Globe and Mail (Toronto, Ontario, Canada), May 24, 2003, Margaret Cannon, review of The Winter Queen, p. D15.
Kirkus Reviews, March 1, 2004, review of Murder on the Leviathan, pp. 202-203.
Library Journal, May 1, 2003, Barbara Hoffert, review of The Winter Queen, p. 152; March 1, 2004, Barbara Hoffert, review of Murder on the Leviathan, p. 112.
New York Times Book Review, July 13, 2003, Richard Lourie, review of The Winter Queen, p. 8.
People, June 16, 2003, Sean Gannon, review of The Winter Queen, p. 53; May 31, 2004, Sean Gannon, review of Murder on the Leviathan, p. 56.

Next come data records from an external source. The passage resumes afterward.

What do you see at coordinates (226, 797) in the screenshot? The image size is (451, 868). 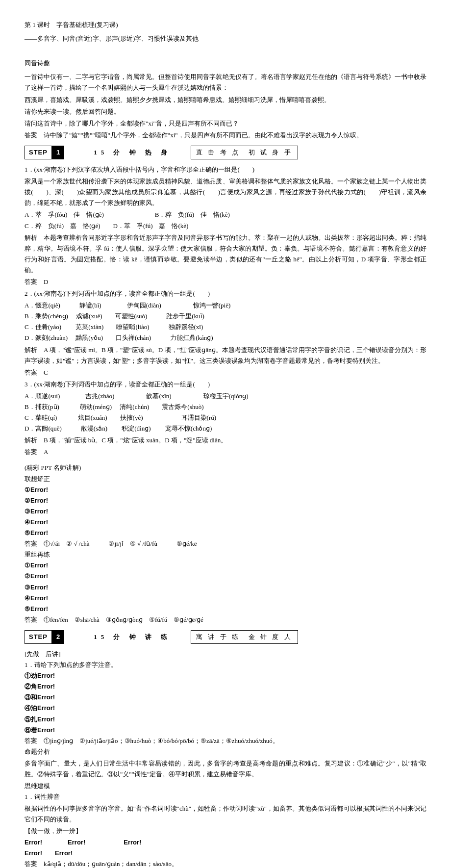 I see `m1-title: 1．词性辨音` at bounding box center [226, 797].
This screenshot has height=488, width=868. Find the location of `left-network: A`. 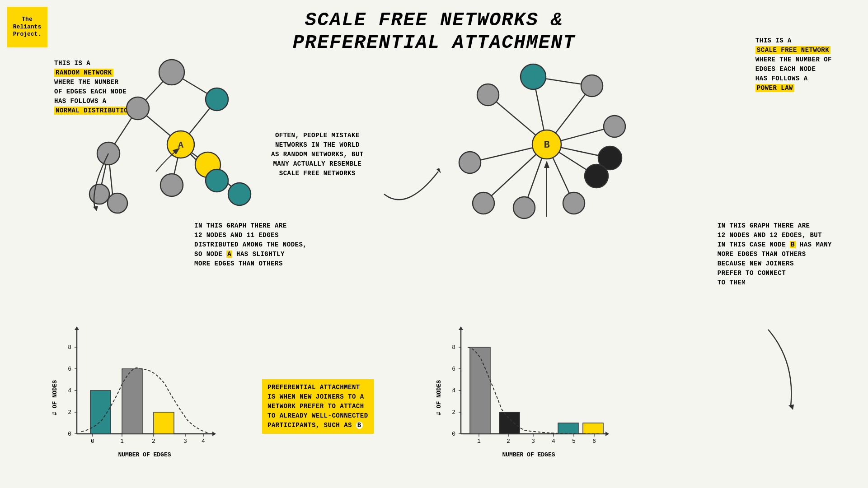

left-network: A is located at coordinates (174, 140).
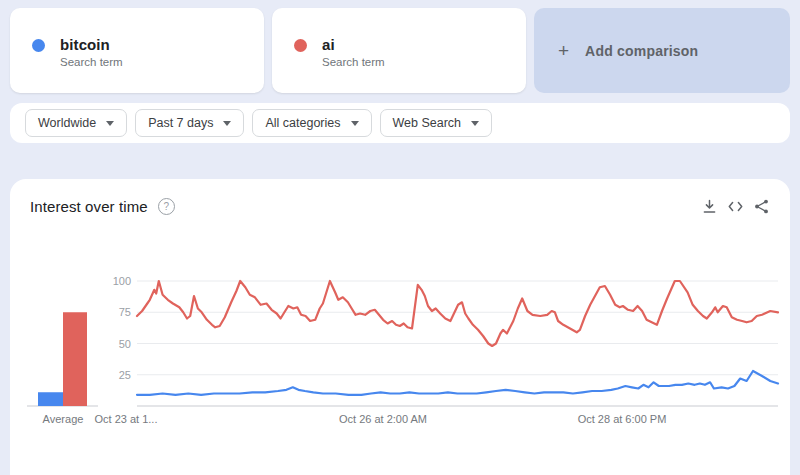 The width and height of the screenshot is (800, 475). I want to click on term-card-ai: ai Search term, so click(399, 50).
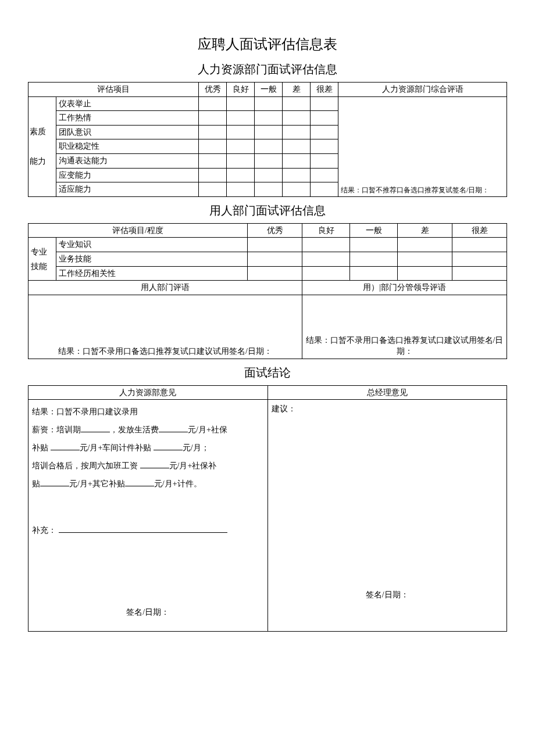  What do you see at coordinates (128, 189) in the screenshot?
I see `row-label: 适应能力` at bounding box center [128, 189].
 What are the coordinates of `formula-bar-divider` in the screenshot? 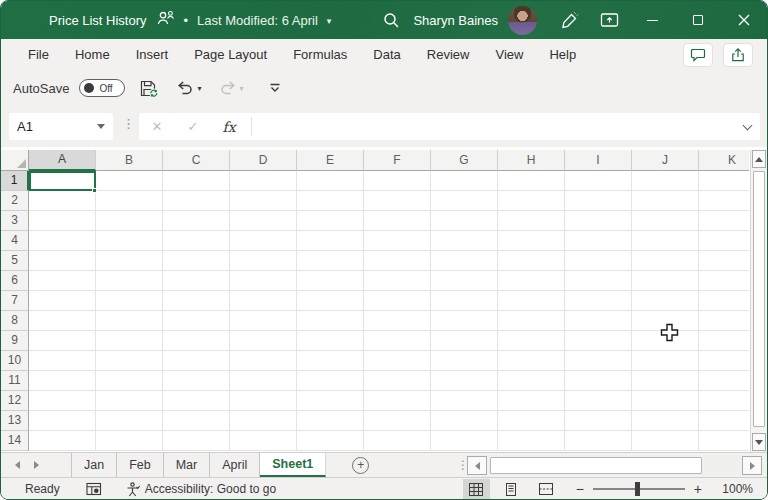 It's located at (252, 126).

Publishers Weekly, March 22, 2004, review of Murder on the Leviathan, p. 66.
Russian Life, September-October, 2003, review of The Winter Queen, p. 61.
Slavic and East European Journal, winter, 2001, Anatoly Vishevsky, "Answers to Eternal Questions in Soft Covers: Post-Soviet Detective Stories," pp. 733-739.
Time, August 11, 2002, Lev Grossman, review of The Winter Queen, p. 58; June 7, 2004, Lev Grossman, "Murder Most Exotic," p. 121.
Times Literary Supplement, May 16, 2003, Vanora Bennett, review of The Winter Queen, p. 32.
Wall Street Journal, February 25, 2002, Guy Chazan, "Roll Over, Dostoyevsky: Serious Russian Writers Reinvent the Thriller—Grigory Chkhartishvili Writes Popular, Classy Whodunits; At Peace in the Cemetery," p. A1.
World Literature Today October-December, 2003, Emily Johnson, review of Tragediia/Komediia, p. 129.
Writer, September, 2003, "Waking with a Hangover from his 40th Birthday Party in 1997, Russian Mystery Novelist Boris Akunin Decided to Change His Life," p. 11.